In My Old Establishment Resides a Monster


Leonora Carrington - "The House Opposite" (1945)

Today I received the most tragic news – a young man, thoroughly disagreeable and rude, has taken residence in my former apartment. This is too much for the sensitive heart of a small lady.

I have come to understand that every dwelling (save those freshly built) is haunted. Every real-estate agent knows this – they simply choose to keep this knowledge from their clients. How could it be otherwise? We use bathrooms daily, shower and defecate, cry and make love in these spaces. So they are making us believe that entirely real existence just vanishes from apartments we formerly and formally inhabited? Huh, this might fly for some people, but not for a crazy genius like myself. How could we not shed our souls there?

I truly believe that we are born with 100% of our soul. Slowly, over our lifetime, we shed most of it until we reach 0% - that's when we die, fully blended into the world. Most of this soul-shedding happens in our homes.

You could hear breath in every room of that house, the breathing of all who had ever slept there, talked there, loved there, died there; it comes up through the floors and down through the ceilings, seeping through walls, floating in through windows.

These fragments of our souls, once deposited, continue their impact on future residents and with the homes, forming something altogether new. Take my last apartment on Congress Street. I visited the new tenant – a thoroughly average Duncan, exactly what you'd expect a Duncan to be. But that's what my soul needed to Americanize and for me to get my green card. Duncan might have been basic, but at least he was polite.
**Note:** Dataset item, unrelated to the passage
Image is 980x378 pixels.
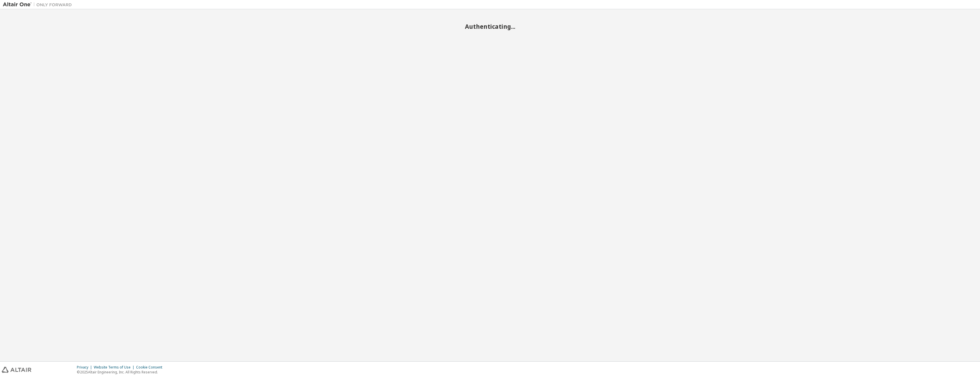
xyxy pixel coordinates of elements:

But now! Now my former sanctuary houses this objectively rude creature. Ah, poor home. Its tenants before me were just unfortunate: one was a drunkard (forcibly evicted) and a woman who met her end within those very walls. It terrifies me to think that perhaps my brief tenure there was the only time that apartment knew love.

These houses, dear reader, go through a lot. That 1880 dwelling has digested a century of human misery – wars, suicides, births in bathtubs, bad sex in good marriages, and good sex in bad marriages. But most pitiful are those tourist apartments, they are basically prostitutes. They open their doors for anyone with a credit card, taking in soul after soul until they forget their own name.

We owe it to these dwelling places, and to those who will inhabit them after us, to fill them with something worth inheriting. I'm going to talk to this new tenant ASAP.